ESPN has a fun profile of Commissioner Manfred..
Leaguewide attendance totals are down considerably this season (as compared with pre-pandemic totals), on pace to be the lowest since 1996. Among all American fans who watch sports on television, baseball fans are the oldest: the median age is 57, up from 52 a generation ago.
I appreciate that the commissioner is admitting the game is slooooooow and boring. I have stopped watching, and that’s WITH a first place Mens team. I realized that when I did watch I was either bored and super-tweeting to stay interested, or I couldn’t wait for it to be over. So thanks to some lousy scheduling by MLB (Weekday day games and a poorly timed for me West Coast trip, I broke the habit of watching SNY and I haven’t missed it at all. I peek at the score when I remember and then I go back to doing something that’s actually fun.
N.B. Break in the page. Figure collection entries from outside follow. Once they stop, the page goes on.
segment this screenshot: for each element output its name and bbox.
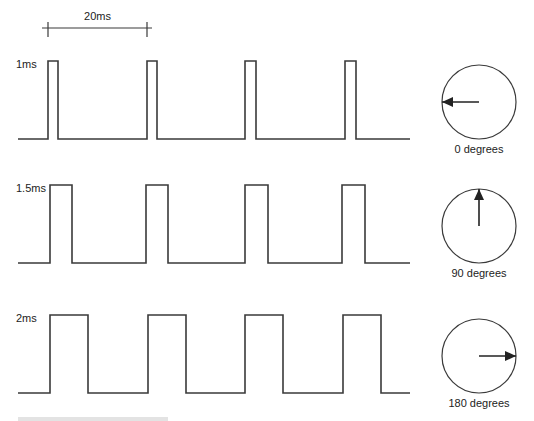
- diagram-svg: 20ms 1ms 0 degrees 1.5ms 90 degrees: [0, 0, 534, 421]
- servo-dial-0-degrees: [442, 65, 516, 139]
- figure-caption-cutoff: [18, 417, 168, 421]
- angle-label: 0 degrees: [455, 143, 504, 155]
- pwm-row-1ms: 1ms 0 degrees: [16, 58, 516, 155]
- period-label: 20ms: [84, 10, 111, 22]
- pwm-waveform: [18, 315, 410, 393]
- pwm-waveform: [18, 61, 410, 139]
- pwm-row-1-5ms: 1.5ms 90 degrees: [16, 182, 516, 279]
- pulse-width-label: 2ms: [16, 312, 37, 324]
- caption-remnant: [18, 417, 168, 421]
- servo-dial-90-degrees: [442, 189, 516, 263]
- pulse-width-label: 1.5ms: [16, 182, 46, 194]
- pwm-row-2ms: 2ms 180 degrees: [16, 312, 516, 409]
- servo-dial-180-degrees: [442, 319, 516, 393]
- angle-label: 180 degrees: [448, 397, 510, 409]
- pwm-waveform: [18, 185, 410, 263]
- pulse-width-label: 1ms: [16, 58, 37, 70]
- servo-pwm-diagram: 20ms 1ms 0 degrees 1.5ms 90 degrees: [0, 0, 534, 421]
- angle-label: 90 degrees: [451, 267, 507, 279]
- period-marker: 20ms: [42, 10, 152, 37]
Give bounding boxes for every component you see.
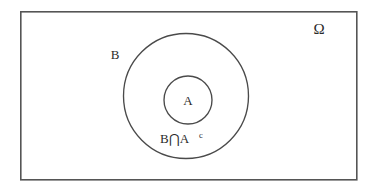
region-label-base: B⋂A xyxy=(160,131,190,146)
universe-label: Ω xyxy=(313,21,324,37)
venn-diagram-canvas: Ω B A B⋂A c xyxy=(0,0,376,195)
region-label-group: B⋂A c xyxy=(160,130,203,147)
region-label-superscript: c xyxy=(199,130,203,140)
set-b-label: B xyxy=(111,47,120,62)
set-a-label: A xyxy=(183,93,193,108)
venn-diagram-figure: Ω B A B⋂A c xyxy=(0,0,376,195)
A pitch clock would give a pitcher 14 seconds between pitches with no runners on base; 18 or 19 seconds with runners on. There’s now an average of 23.8 seconds between pitches. With the help of testing and refining the pitch timer in its minor leagues laboratory, MLB projects a pitch timer would shave an average of 30 minutes off game times, getting close to fans’ “ideal” of 2 hours, 30 minutes. Manfred says the pitch clock represents one of the best ways for baseball to better compete in a world of countless entertainment options and ever-shrinking attention spans.
Good. I vote the pitch clock by 7 seconds and we find another 30 minutes.
The average time for video-replay reviews of umpire calls this season is 1 minute, 37 seconds, up 21 seconds from last year. In 2024, Manfred says, the automated ball-strike zone system, or as it’s commonly called, “robot umpires,” will likely be introduced.
My idea here is we place a referee near each base. That ref makes an immediate and binding non-reviewable call. That shaves the time down to effectively zero.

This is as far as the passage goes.